Asia’s nascent market in structured growth capital is hard to define and even harder to resist. Fat margins and tied clients are bringing more entrants and might engender greater risks.

In an industry saddled with high fixed costs and cut-throat competition, investment banking learned long ago to eat what it kills. As traditional markets become commoditized and overcrowded and fee margins shrink, the industry’s innovative vanguard drums up new ways to earn its lucrative crust.

So it is proving in Asia’s capital markets with the emergence of a new financing product that straddles several funding disciplines and defies accurate definition.
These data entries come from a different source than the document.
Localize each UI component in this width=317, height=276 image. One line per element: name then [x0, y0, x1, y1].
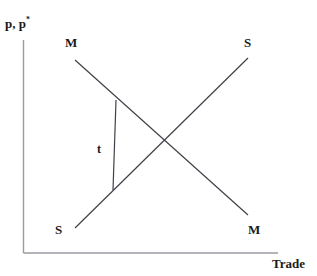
- y-axis-label-text: p, p: [5, 16, 26, 31]
- tariff-wedge-label: t: [97, 143, 101, 155]
- y-axis-label: p, p*: [5, 17, 30, 30]
- y-axis-label-superscript: *: [26, 15, 30, 24]
- trade-diagram-figure: p, p* Trade M S S M t: [0, 0, 317, 276]
- curve-label-s-top: S: [244, 36, 251, 49]
- curve-label-m-top: M: [65, 36, 77, 49]
- chart-canvas: [0, 0, 317, 276]
- curve-label-m-bottom: M: [248, 223, 260, 236]
- curve-label-s-bottom: S: [55, 223, 62, 236]
- x-axis-label: Trade: [272, 257, 305, 270]
- tariff-wedge-segment: [113, 100, 116, 190]
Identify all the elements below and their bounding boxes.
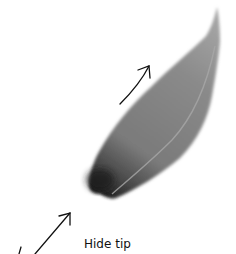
dark-ink-base <box>86 169 114 191</box>
lower-direction-arrow <box>35 213 70 254</box>
brush-stroke-leaf <box>86 7 220 199</box>
hide-tip-caption: Hide tip <box>84 237 131 251</box>
small-tick-mark <box>19 247 21 254</box>
brush-stroke-diagram <box>0 0 236 254</box>
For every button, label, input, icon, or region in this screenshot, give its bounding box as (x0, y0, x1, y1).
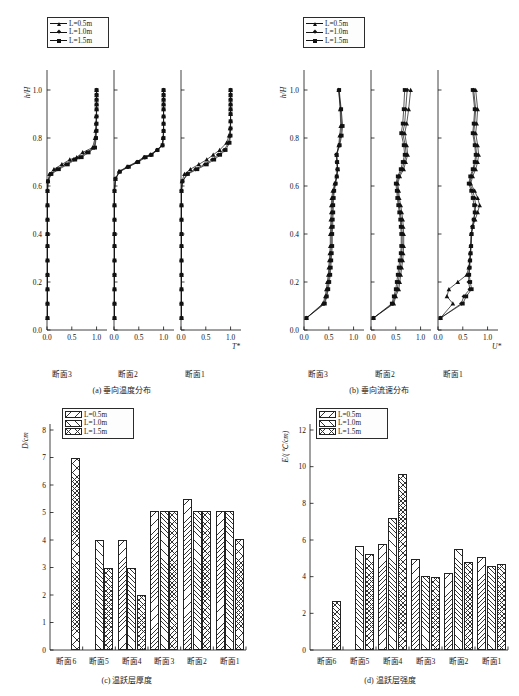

Essentially, highly structured debt products offering attractive equity participation rights, they occupy the space between established high-yield debt and the vanilla convertible bond market and are typically issued by companies unable or unwilling to tap more traditional funding sources.

“So far, we’ve done the most business in China and Indonesia,” says Andrew Cooper, managing director and head of Pacific Rim equity-linked capital markets at Merrill Lynch. “Companies [there] have been sufficiently rehabilitated to raise private capital from a small group of investors. The further you get away from 1997 [the start of Asia’s financial crisis], the easier it has become.”

Merrill Lynch has already closed several such deals, termed for the purposes of this article, structured growth capital (see box), and claims to have a strong pipeline of new transactions.